Katz, the oldest deli in New York, the only one where they still carve everything by hand, is crowded and I see someone tucking away a Zagat Guide and I think that by now, every place in Manhattan must have its spot on a google map and in Zagat guides. I listen to customers confer in French and then ask awkwardly for corned beef and coleslaw. A a table nearby, an old couple, surely local, slouches over their plates of food. Outsiders, insiders, mixing at Katz's. In a crowded sort of way.


DSC01931


We take our sandwiches to go and turn back slightly north, past what surely once must have been the Polish neighborhood...


DSC01938



DSC01940


... to the home of Ed’s aunt.
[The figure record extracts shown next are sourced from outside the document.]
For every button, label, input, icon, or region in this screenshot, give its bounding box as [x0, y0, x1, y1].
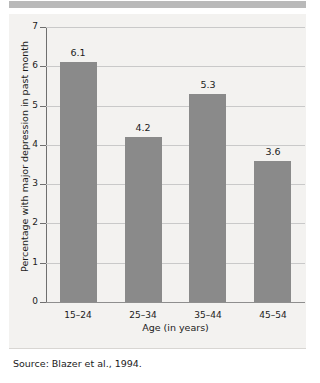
decorative-top-band: [9, 1, 306, 8]
chart-panel: 01234567 6.14.25.33.6 Percentage with ma…: [9, 14, 306, 348]
x-axis-category-label: 35–44: [178, 311, 238, 320]
y-axis-tick-mark: [40, 106, 46, 107]
x-axis-category-label: 25–34: [113, 311, 173, 320]
y-axis-tick-mark: [40, 263, 46, 264]
bar[interactable]: [60, 62, 97, 302]
bar[interactable]: [189, 94, 226, 302]
x-axis-title: Age (in years): [46, 322, 305, 333]
x-axis-category-label: 15–24: [48, 311, 108, 320]
y-axis-tick-mark: [40, 66, 46, 67]
figure-container: 01234567 6.14.25.33.6 Percentage with ma…: [0, 0, 320, 383]
bar-value-label: 5.3: [184, 80, 232, 90]
bar[interactable]: [125, 137, 162, 302]
y-axis-tick-mark: [40, 302, 46, 303]
y-axis-tick-mark: [40, 145, 46, 146]
gridline: [46, 27, 305, 28]
y-axis-tick-label: 0: [14, 297, 38, 306]
plot-area: 6.14.25.33.6: [46, 27, 305, 302]
source-note: Source: Blazer et al., 1994.: [13, 358, 142, 369]
bar-value-label: 3.6: [249, 147, 297, 157]
gridline: [46, 302, 305, 303]
y-axis-title: Percentage with major depression in past…: [19, 19, 30, 295]
bar[interactable]: [254, 161, 291, 302]
y-axis-tick-mark: [40, 184, 46, 185]
y-axis-tick-mark: [40, 27, 46, 28]
x-axis-category-label: 45–54: [243, 311, 303, 320]
bar-value-label: 4.2: [119, 123, 167, 133]
bar-value-label: 6.1: [54, 48, 102, 58]
y-axis-tick-mark: [40, 223, 46, 224]
source-divider: [9, 348, 306, 349]
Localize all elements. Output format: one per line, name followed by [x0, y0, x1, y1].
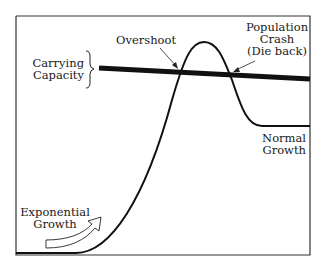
normal-growth-label: Normal Growth: [250, 132, 306, 156]
crash-arrow: [236, 61, 255, 70]
label-line: Growth: [250, 144, 306, 156]
crash-arrowhead-icon: [233, 67, 240, 72]
brace-icon: [86, 51, 94, 88]
label-line: (Die back): [242, 45, 312, 57]
population-crash-label: Population Crash (Die back): [242, 21, 312, 57]
exponential-growth-label: Exponential Growth: [18, 206, 92, 230]
overshoot-arrow: [160, 48, 176, 66]
label-line: Capacity: [28, 69, 84, 81]
carrying-capacity-label: Carrying Capacity: [28, 57, 84, 81]
label-line: Growth: [18, 218, 92, 230]
carrying-capacity-line: [99, 68, 310, 79]
overshoot-label: Overshoot: [116, 34, 176, 46]
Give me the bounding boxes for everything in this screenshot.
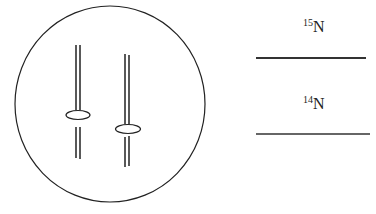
chromosome-2	[116, 54, 141, 167]
chromosome-1	[66, 45, 90, 159]
band-15n-label: 15N	[303, 17, 325, 35]
band-15n-element: N	[313, 18, 325, 35]
band-14n: 14N	[256, 94, 370, 134]
band-14n-element: N	[313, 95, 325, 112]
band-14n-mass-number: 14	[303, 94, 313, 105]
chromosome-1-centromere	[66, 111, 90, 120]
chromosome-2-centromere	[116, 125, 141, 134]
diagram-canvas: 15N 14N	[0, 0, 376, 214]
cell-circle	[15, 6, 205, 202]
band-15n: 15N	[256, 17, 366, 58]
band-15n-mass-number: 15	[303, 17, 313, 28]
band-14n-label: 14N	[303, 94, 325, 112]
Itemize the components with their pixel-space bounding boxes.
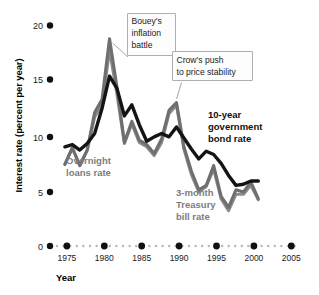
y-tick-label-15: 15 [33, 75, 43, 85]
annotation-crow: Crow's push to price stability [173, 52, 253, 100]
x-tick-dot-1980 [101, 243, 108, 250]
x-axis-title: Year [56, 272, 76, 283]
x-tick-label-2005: 2005 [282, 253, 301, 263]
y-tick-label-0: 0 [38, 242, 43, 252]
y-tick-dot-20 [47, 22, 53, 28]
annotation-crow-leader [177, 83, 182, 100]
annotation-crow-line1: Crow's push [177, 55, 224, 65]
annotation-crow-line2: to price stability [177, 67, 237, 77]
x-tick-dot-1985 [138, 243, 145, 250]
series-label-tbill-line3: bill rate [176, 211, 210, 222]
y-tick-dot-10 [47, 134, 53, 140]
x-tick-dot-1990 [176, 243, 183, 250]
y-tick-dot-15 [47, 76, 53, 82]
series-label-tbill-line1: 3-month [176, 187, 214, 198]
annotation-bouey-line2: inflation [132, 28, 162, 38]
x-tick-label-1985: 1985 [132, 253, 151, 263]
y-tick-label-10: 10 [33, 133, 43, 143]
series-label-bond: 10-year government bond rate [208, 109, 263, 144]
x-tick-dot-1995 [213, 243, 220, 250]
x-tick-label-1975: 1975 [57, 253, 76, 263]
x-axis-origin-dot [47, 243, 53, 249]
x-tick-dot-2000 [251, 243, 258, 250]
x-tick-label-1990: 1990 [170, 253, 189, 263]
series-label-overnight-line1: Overnight [66, 155, 112, 166]
y-tick-dot-5 [47, 189, 53, 195]
series-label-overnight: Overnight loans rate [66, 155, 112, 178]
x-tick-dot-2005 [288, 243, 295, 250]
y-tick-label-20: 20 [33, 21, 43, 31]
series-label-bond-line2: government [208, 121, 263, 132]
x-axis-tick-labels: 1975 1980 1985 1990 1995 2000 2005 [57, 253, 301, 263]
series-label-bond-line3: bond rate [208, 133, 251, 144]
annotation-bouey-line1: Bouey's [132, 16, 162, 26]
series-label-overnight-line2: loans rate [66, 167, 111, 178]
y-axis-ticks: 20 15 10 5 0 [33, 21, 53, 252]
series-label-bond-line1: 10-year [208, 109, 242, 120]
y-tick-label-5: 5 [38, 188, 43, 198]
annotation-bouey-leader [113, 43, 129, 57]
x-tick-dot-1975 [64, 243, 71, 250]
x-tick-label-2000: 2000 [244, 253, 263, 263]
series-label-tbill-line2: Treasury [176, 199, 216, 210]
x-tick-label-1980: 1980 [95, 253, 114, 263]
annotation-bouey: Bouey's inflation battle [113, 14, 176, 58]
chart-canvas: 20 15 10 5 0 [0, 0, 319, 295]
annotation-bouey-line3: battle [132, 40, 153, 50]
y-axis-title: Interest rate (percent per year) [13, 36, 24, 216]
x-tick-label-1995: 1995 [207, 253, 226, 263]
series-label-tbill: 3-month Treasury bill rate [176, 187, 216, 222]
x-axis-baseline [47, 243, 296, 250]
interest-rate-chart: Interest rate (percent per year) 20 15 1… [0, 0, 319, 295]
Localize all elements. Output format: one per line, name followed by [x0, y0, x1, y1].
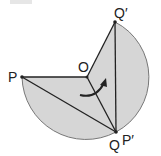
label-Qprime: Q′ [114, 5, 128, 21]
point-Q [114, 130, 118, 134]
point-P [20, 75, 24, 79]
rotation-diagram: P O Q′ Q P′ [0, 0, 161, 156]
label-O: O [78, 59, 89, 75]
label-Pprime: P′ [122, 132, 134, 148]
point-O [86, 76, 89, 79]
label-Q: Q [109, 137, 120, 153]
label-P: P [8, 69, 17, 85]
corner-box [10, 0, 32, 4]
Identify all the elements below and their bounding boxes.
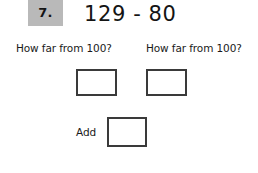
answer-box-add[interactable]	[107, 117, 147, 147]
problem-header: 7. 129 - 80	[0, 0, 258, 32]
problem-number-badge: 7.	[28, 0, 63, 26]
answer-box-left[interactable]	[76, 69, 117, 96]
answer-box-right[interactable]	[146, 69, 187, 96]
worksheet-problem: 7. 129 - 80 How far from 100? How far fr…	[0, 0, 258, 173]
problem-number-label: 7.	[38, 3, 52, 19]
add-row: Add	[0, 116, 258, 150]
prompt-row: How far from 100? How far from 100?	[0, 41, 258, 57]
prompt-label-right: How far from 100?	[146, 41, 242, 55]
equation-expression: 129 - 80	[84, 1, 177, 27]
prompt-label-left: How far from 100?	[16, 41, 112, 55]
add-label: Add	[76, 125, 96, 139]
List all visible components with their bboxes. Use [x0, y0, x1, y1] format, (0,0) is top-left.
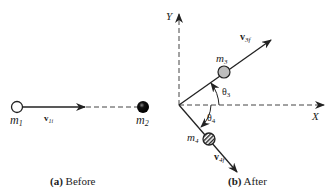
m3-particle: [218, 66, 230, 78]
theta3-label: θ3: [222, 86, 231, 99]
caption-after: (b) After: [228, 175, 267, 188]
v3f-label: v3f: [240, 31, 252, 44]
m1-particle: [12, 102, 23, 113]
m2-particle: [137, 101, 149, 113]
m4-particle: [203, 133, 215, 145]
panel-before: m1 v1i m2 (a) Before: [10, 101, 149, 188]
theta4-label: θ4: [207, 112, 216, 125]
m1-label: m1: [10, 113, 23, 128]
m3-label: m3: [216, 52, 228, 66]
x-axis-label: X: [311, 110, 320, 122]
caption-before: (a) Before: [50, 175, 96, 188]
m2-label: m2: [136, 113, 149, 128]
v1i-label: v1i: [44, 113, 54, 124]
m4-label: m4: [187, 131, 199, 145]
collision-diagram: m1 v1i m2 (a) Before Y X m3 v3f m4 v4f θ…: [0, 0, 336, 194]
theta3-arc: [211, 83, 219, 105]
panel-after: Y X m3 v3f m4 v4f θ3 θ4 (b) After: [166, 10, 324, 188]
y-axis-label: Y: [166, 10, 174, 22]
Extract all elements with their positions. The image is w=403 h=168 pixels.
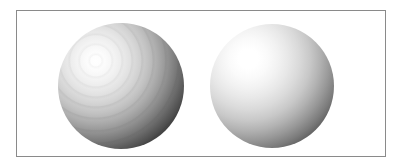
shaded-sphere-right: [210, 24, 334, 148]
figure-border-frame: [16, 10, 386, 157]
shaded-sphere-left: [58, 23, 184, 149]
figure-canvas: [0, 0, 403, 168]
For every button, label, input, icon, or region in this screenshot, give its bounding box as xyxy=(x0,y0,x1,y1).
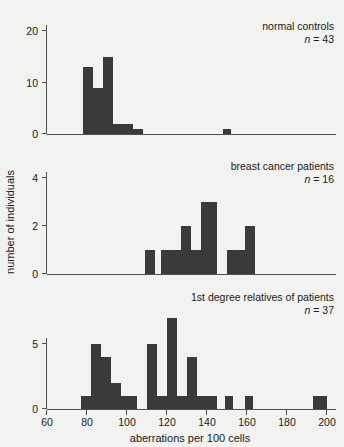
y-tick-label: 0 xyxy=(32,268,38,280)
histogram-bar xyxy=(313,396,327,409)
histogram-bar xyxy=(187,357,197,409)
y-tick-label: 5 xyxy=(32,338,38,350)
histogram-bar xyxy=(245,396,253,409)
x-tick-label: 100 xyxy=(118,416,136,428)
x-tick-label: 60 xyxy=(41,416,53,428)
histogram-bar xyxy=(171,250,181,274)
x-axis-title: aberrations per 100 cells xyxy=(130,432,251,444)
histogram-bar xyxy=(197,396,217,409)
chart-canvas: 01020normal controlsn = 43024breast canc… xyxy=(0,0,344,447)
histogram-bar xyxy=(83,67,93,134)
histogram-bar xyxy=(177,396,187,409)
x-tick-label: 160 xyxy=(238,416,256,428)
histogram-bar xyxy=(93,88,103,134)
y-tick-label: 0 xyxy=(32,128,38,140)
panel-sample-size: n = 43 xyxy=(305,33,335,45)
histogram-bar xyxy=(111,383,121,409)
histogram-bar xyxy=(121,396,137,409)
histogram-bar xyxy=(191,250,201,274)
y-tick-label: 2 xyxy=(32,220,38,232)
histogram-bar xyxy=(245,226,255,274)
panel-sample-size: n = 16 xyxy=(305,173,335,185)
histogram-bar xyxy=(157,396,167,409)
y-tick-label: 20 xyxy=(26,25,38,37)
histogram-bar xyxy=(101,357,111,409)
y-tick-label: 4 xyxy=(32,172,38,184)
x-tick-label: 80 xyxy=(81,416,93,428)
histogram-bar xyxy=(225,396,233,409)
x-tick-label: 120 xyxy=(158,416,176,428)
panel-title: 1st degree relatives of patients xyxy=(191,291,334,303)
histogram-bar xyxy=(123,124,133,134)
histogram-figure: 01020normal controlsn = 43024breast canc… xyxy=(0,0,344,447)
panel-title: breast cancer patients xyxy=(231,160,334,172)
histogram-bar xyxy=(113,124,123,134)
histogram-bar xyxy=(145,250,155,274)
y-axis-title: number of individuals xyxy=(4,170,16,274)
histogram-bar xyxy=(81,396,91,409)
x-tick-label: 180 xyxy=(278,416,296,428)
histogram-bar xyxy=(181,226,191,274)
x-tick-label: 140 xyxy=(198,416,216,428)
histogram-bar xyxy=(161,250,171,274)
histogram-bar xyxy=(147,344,157,409)
histogram-bar xyxy=(227,250,245,274)
y-tick-label: 0 xyxy=(32,403,38,415)
histogram-bar xyxy=(133,129,143,134)
histogram-bar xyxy=(223,129,231,134)
x-tick-label: 200 xyxy=(318,416,336,428)
panel-title: normal controls xyxy=(262,20,334,32)
panel-sample-size: n = 37 xyxy=(305,304,335,316)
histogram-bar xyxy=(91,344,101,409)
histogram-bar xyxy=(103,57,113,134)
histogram-bar xyxy=(201,202,217,274)
y-tick-label: 10 xyxy=(26,77,38,89)
histogram-bar xyxy=(167,318,177,409)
We stay there well into the evening. I listen to the two of them review family sagas (including the present one that is playing itself out in court) and I think how important it is to sometimes sit back and hear that narrative through the conversation of someone else.


It’s late, but we’re not done with the day yet. We have another meeting with another family person – a daughter of mine who happens to be in the city for the next few days.

the three of us sit at a bar and Ed eats oysters and sips orange juice and I think that this companion of mine (occasional, traveling) has more of the New York grit and edginess here than back home. Maybe we all do.

My daughter has further plans for her evening. We wave her on as we head up to the empty fourth floor space on Bleecker Street.